Business proposal checklist for sales teams

A business proposal commits a sales conversation to paper: scope, price, and dates the company has to honor if the prospect signs. Rushed proposals create their own losses: a margin approval skipped and discovered after signature, a previous client's name left in a reused template, and a week of silence because nobody agreed when the follow-up would happen.

This business proposal checklist covers the work from the decision to bid to a sent proposal with a booked follow-up. It is written for the sales rep who owns the deal and the manager, finance, and legal people who approve their parts of it.

The 13-step checklist

0 of 0 done

Frequently asked questions

How long should it take to send a proposal?

Within five business days of the qualifying conversation, and within 24 to 48 hours for small, well-defined work. Prospects compare you with whoever answered fastest, and a proposal that arrives in week three answers questions the prospect has stopped asking. If the scope needs longer, send a one-page summary of the agreed direction within two days and the full document after.

Who should write the proposal?

The salesperson who owns the deal, because they heard what the prospect actually said, with delivery or technical people contributing their sections and a manager reviewing price and terms. Proposals written wholesale by a separate proposals or marketing team read generic to the buyer who sat through the discovery calls.

Should the price be in the proposal, or discussed before it?

Discuss the number, or at least the range, before the proposal goes out; the document should confirm a price the prospect has already heard. A proposal is a poor place for a prospect to first meet the price, because you are not in the room when they react. Practitioners disagree on this, and the cost of sending price cold is a silence you cannot read.

What should you do when a prospect goes silent after receiving the proposal?

Follow up on the date you named in the send email, with a specific question about the content, such as whether the phasing fits their timeline, rather than a status check-in. After two follow-ups a week apart, send a short note saying you will close the file unless you hear back. That note gets replies more reliably than a fourth check-in.

Do you need proposal software, or is a document enough?

A well-formatted document with e-signature covers most deals. Proposal software adds open tracking, current-price templates, and reuse across the team, which starts paying at a handful of proposals a month. The steps neither covers are internal: the margin approval, the legal read, and the proofread sit with busy colleagues, and Chaser chases those in Slack so the proposal is never late for internal reasons.

Related checklists

Does your team use Slack?

If your team’s in Slack, you can run this checklist there. Chaser assigns each step to the right person and follows up automatically until it’s done.

Works with everyone in your Slack — no logins, no onboarding.

1
Build a checklist
Start from scratch, or use a template like the client onboarding checklist.
2
Customize it for your team
Add or remove tasks and set who owns each one.
3
Run it in Slack
Your team gets their tasks in Slack and checks them off there, and Chaser follows up on anything that’s not done.
Try Chaser Free

Does your team use Slack?

If your team’s in Slack, you can run this checklist there. Chaser assigns each step to the right person and follows up automatically until it’s done.

Works with everyone in your Slack — no logins, no onboarding.

1
Build a checklist
Start from scratch, or use a template like the client onboarding checklist.
2
Customize it for your team
Add or remove tasks and choose who each one goes to.
3
Run it in Slack
Your team gets their tasks in Slack and checks them off there, and Chaser follows up on anything that’s not done.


● Work item: Please provide the entries below again, word for word.

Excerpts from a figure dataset
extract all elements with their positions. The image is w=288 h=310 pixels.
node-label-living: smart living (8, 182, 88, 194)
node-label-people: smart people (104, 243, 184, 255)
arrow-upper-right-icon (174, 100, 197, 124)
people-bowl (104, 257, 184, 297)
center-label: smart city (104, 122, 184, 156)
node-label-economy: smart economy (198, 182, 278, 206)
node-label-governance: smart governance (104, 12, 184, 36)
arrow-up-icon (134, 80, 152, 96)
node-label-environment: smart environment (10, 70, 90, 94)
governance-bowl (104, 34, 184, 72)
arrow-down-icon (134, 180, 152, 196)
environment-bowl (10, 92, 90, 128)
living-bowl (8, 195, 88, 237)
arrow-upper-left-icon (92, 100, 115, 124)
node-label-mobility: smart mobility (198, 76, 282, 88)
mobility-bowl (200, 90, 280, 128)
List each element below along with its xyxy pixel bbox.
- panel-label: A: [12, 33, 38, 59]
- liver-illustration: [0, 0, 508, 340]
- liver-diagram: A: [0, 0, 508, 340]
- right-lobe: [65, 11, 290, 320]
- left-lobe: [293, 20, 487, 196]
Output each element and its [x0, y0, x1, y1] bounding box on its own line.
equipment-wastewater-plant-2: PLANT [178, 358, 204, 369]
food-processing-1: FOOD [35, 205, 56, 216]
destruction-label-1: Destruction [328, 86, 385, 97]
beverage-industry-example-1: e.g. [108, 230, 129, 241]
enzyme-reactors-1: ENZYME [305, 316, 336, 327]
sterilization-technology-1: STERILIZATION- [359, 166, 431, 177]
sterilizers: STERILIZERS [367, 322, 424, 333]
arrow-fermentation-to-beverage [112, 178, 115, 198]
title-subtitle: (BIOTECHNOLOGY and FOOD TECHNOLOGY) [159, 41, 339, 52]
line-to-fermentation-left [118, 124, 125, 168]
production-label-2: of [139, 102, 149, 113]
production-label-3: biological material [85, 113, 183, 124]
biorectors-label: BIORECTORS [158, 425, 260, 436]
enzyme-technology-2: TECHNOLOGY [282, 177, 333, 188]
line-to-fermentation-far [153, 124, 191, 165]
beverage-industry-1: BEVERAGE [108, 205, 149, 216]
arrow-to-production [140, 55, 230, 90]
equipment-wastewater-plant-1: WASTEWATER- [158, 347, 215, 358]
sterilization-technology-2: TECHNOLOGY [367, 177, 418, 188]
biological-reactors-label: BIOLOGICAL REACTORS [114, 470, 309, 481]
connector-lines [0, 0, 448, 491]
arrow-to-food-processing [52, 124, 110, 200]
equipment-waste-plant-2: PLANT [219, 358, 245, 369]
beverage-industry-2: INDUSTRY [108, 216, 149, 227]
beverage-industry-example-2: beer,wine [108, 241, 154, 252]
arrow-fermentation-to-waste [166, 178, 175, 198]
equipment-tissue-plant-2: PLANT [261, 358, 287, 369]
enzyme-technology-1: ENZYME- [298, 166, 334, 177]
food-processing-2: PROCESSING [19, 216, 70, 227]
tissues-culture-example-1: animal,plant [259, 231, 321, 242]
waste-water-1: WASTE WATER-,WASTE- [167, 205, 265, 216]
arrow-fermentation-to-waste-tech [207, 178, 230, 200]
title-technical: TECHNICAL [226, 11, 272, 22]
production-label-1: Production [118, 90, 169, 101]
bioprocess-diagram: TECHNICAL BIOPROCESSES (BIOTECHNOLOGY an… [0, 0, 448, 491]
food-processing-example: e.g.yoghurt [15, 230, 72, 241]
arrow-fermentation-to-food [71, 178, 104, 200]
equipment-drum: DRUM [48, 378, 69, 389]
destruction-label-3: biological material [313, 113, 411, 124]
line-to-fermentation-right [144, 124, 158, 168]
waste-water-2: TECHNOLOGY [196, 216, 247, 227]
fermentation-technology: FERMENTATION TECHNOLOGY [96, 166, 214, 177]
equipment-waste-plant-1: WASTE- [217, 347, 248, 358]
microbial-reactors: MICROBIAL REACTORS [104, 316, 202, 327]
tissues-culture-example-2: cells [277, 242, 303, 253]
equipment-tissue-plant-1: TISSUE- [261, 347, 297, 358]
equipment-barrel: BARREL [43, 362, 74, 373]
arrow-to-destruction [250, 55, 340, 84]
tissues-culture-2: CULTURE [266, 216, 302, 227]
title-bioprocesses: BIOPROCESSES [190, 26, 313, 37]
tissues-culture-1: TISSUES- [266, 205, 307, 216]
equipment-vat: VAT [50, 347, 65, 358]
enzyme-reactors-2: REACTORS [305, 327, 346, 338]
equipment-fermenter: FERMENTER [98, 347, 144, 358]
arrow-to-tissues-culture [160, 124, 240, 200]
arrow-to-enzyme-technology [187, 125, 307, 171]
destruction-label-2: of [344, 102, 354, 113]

● Completed task:
extract all elements with their positions. The image is w=288 h=310 pixels.
node-label-living: smart living (8, 182, 88, 194)
node-label-people: smart people (104, 243, 184, 255)
arrow-upper-right-icon (174, 100, 197, 124)
people-bowl (104, 257, 184, 297)
center-label: smart city (104, 122, 184, 156)
node-label-economy: smart economy (198, 182, 278, 206)
node-label-governance: smart governance (104, 12, 184, 36)
arrow-up-icon (134, 80, 152, 96)
node-label-environment: smart environment (10, 70, 90, 94)
governance-bowl (104, 34, 184, 72)
arrow-down-icon (134, 180, 152, 196)
environment-bowl (10, 92, 90, 128)
living-bowl (8, 195, 88, 237)
arrow-upper-left-icon (92, 100, 115, 124)
node-label-mobility: smart mobility (198, 76, 282, 88)
mobility-bowl (200, 90, 280, 128)
List each element below along with its xyxy pixel bbox.
- panel-label: A: [12, 33, 38, 59]
- liver-illustration: [0, 0, 508, 340]
- liver-diagram: A: [0, 0, 508, 340]
- right-lobe: [65, 11, 290, 320]
- left-lobe: [293, 20, 487, 196]
Output each element and its [x0, y0, x1, y1] bounding box on its own line.
equipment-wastewater-plant-2: PLANT [178, 358, 204, 369]
food-processing-1: FOOD [35, 205, 56, 216]
destruction-label-1: Destruction [328, 86, 385, 97]
beverage-industry-example-1: e.g. [108, 230, 129, 241]
enzyme-reactors-1: ENZYME [305, 316, 336, 327]
sterilization-technology-1: STERILIZATION- [359, 166, 431, 177]
sterilizers: STERILIZERS [367, 322, 424, 333]
arrow-fermentation-to-beverage [112, 178, 115, 198]
title-subtitle: (BIOTECHNOLOGY and FOOD TECHNOLOGY) [159, 41, 339, 52]
line-to-fermentation-left [118, 124, 125, 168]
production-label-2: of [139, 102, 149, 113]
production-label-3: biological material [85, 113, 183, 124]
biorectors-label: BIORECTORS [158, 425, 260, 436]
enzyme-technology-2: TECHNOLOGY [282, 177, 333, 188]
line-to-fermentation-far [153, 124, 191, 165]
beverage-industry-1: BEVERAGE [108, 205, 149, 216]
arrow-to-production [140, 55, 230, 90]
equipment-wastewater-plant-1: WASTEWATER- [158, 347, 215, 358]
sterilization-technology-2: TECHNOLOGY [367, 177, 418, 188]
biological-reactors-label: BIOLOGICAL REACTORS [114, 470, 309, 481]
connector-lines [0, 0, 448, 491]
arrow-to-food-processing [52, 124, 110, 200]
equipment-waste-plant-2: PLANT [219, 358, 245, 369]
beverage-industry-2: INDUSTRY [108, 216, 149, 227]
beverage-industry-example-2: beer,wine [108, 241, 154, 252]
arrow-fermentation-to-waste [166, 178, 175, 198]
equipment-tissue-plant-2: PLANT [261, 358, 287, 369]
enzyme-technology-1: ENZYME- [298, 166, 334, 177]
food-processing-2: PROCESSING [19, 216, 70, 227]
tissues-culture-example-1: animal,plant [259, 231, 321, 242]
waste-water-1: WASTE WATER-,WASTE- [167, 205, 265, 216]
arrow-fermentation-to-waste-tech [207, 178, 230, 200]
title-technical: TECHNICAL [226, 11, 272, 22]
production-label-1: Production [118, 90, 169, 101]
bioprocess-diagram: TECHNICAL BIOPROCESSES (BIOTECHNOLOGY an… [0, 0, 448, 491]
food-processing-example: e.g.yoghurt [15, 230, 72, 241]
arrow-fermentation-to-food [71, 178, 104, 200]
equipment-drum: DRUM [48, 378, 69, 389]
destruction-label-3: biological material [313, 113, 411, 124]
line-to-fermentation-right [144, 124, 158, 168]
waste-water-2: TECHNOLOGY [196, 216, 247, 227]
fermentation-technology: FERMENTATION TECHNOLOGY [96, 166, 214, 177]
equipment-waste-plant-1: WASTE- [217, 347, 248, 358]
microbial-reactors: MICROBIAL REACTORS [104, 316, 202, 327]
tissues-culture-example-2: cells [277, 242, 303, 253]
equipment-tissue-plant-1: TISSUE- [261, 347, 297, 358]
equipment-barrel: BARREL [43, 362, 74, 373]
arrow-to-destruction [250, 55, 340, 84]
tissues-culture-2: CULTURE [266, 216, 302, 227]
title-bioprocesses: BIOPROCESSES [190, 26, 313, 37]
tissues-culture-1: TISSUES- [266, 205, 307, 216]
equipment-vat: VAT [50, 347, 65, 358]
enzyme-reactors-2: REACTORS [305, 327, 346, 338]
equipment-fermenter: FERMENTER [98, 347, 144, 358]
arrow-to-tissues-culture [160, 124, 240, 200]
arrow-to-enzyme-technology [187, 125, 307, 171]
destruction-label-2: of [344, 102, 354, 113]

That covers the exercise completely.